Again, if you're going to do all the work, you might as well apply it to your category, too, because it's something that you can control.

You don't need to be Qualtrics and have millions of dollars available for every Lightning Strike. You can do some of these basic things that we just talked about and start to embed this kind of thinking and strategy into your business.”

So, what’s a Lightning Strike, you ask?

Here’s how the PLAY BIGGER book describes it, from page 128:

"A lightning strike is an event meant to explode onto the market, grab the attention of customers, investors, analysts, and media, and make any potential competitors crap their drawers. It is the full concentration of the company’s resources on one high-intensity strike.

This is in complete opposition to traditional peanut butter marketing, which involves spreading marketing and PR across a wide swath of the market over a long period of time and hoping somewhere it sticks.
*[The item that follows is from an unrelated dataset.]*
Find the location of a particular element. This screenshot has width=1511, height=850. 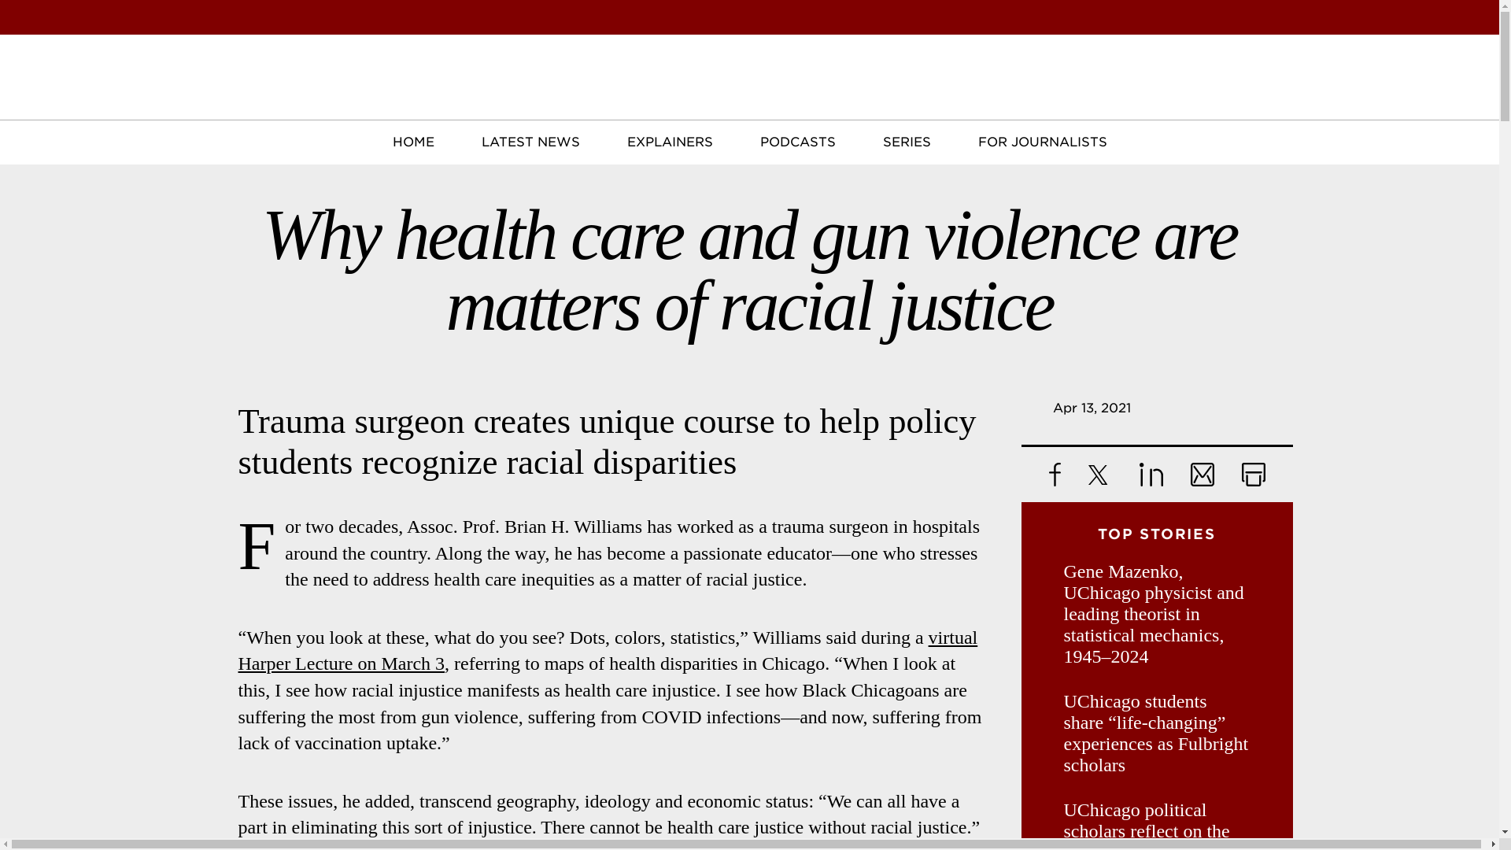

LinkedIn is located at coordinates (1150, 474).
Peanut butter marketing doesn’t break through in this era of cacophonous media and never-ending swarms of new start-ups seeking attention.

A lighting strike must overcome the noise. The strike is a shock and awe version of what some marketers call “air wars” – the campaign to change potential customers minds so they consider buying the company’s offering.

The most important thing to understand about a lightning strike is that it’s not a marketing event. It’s a company event.

And this is why the strike becomes a forcing function for every part of the company.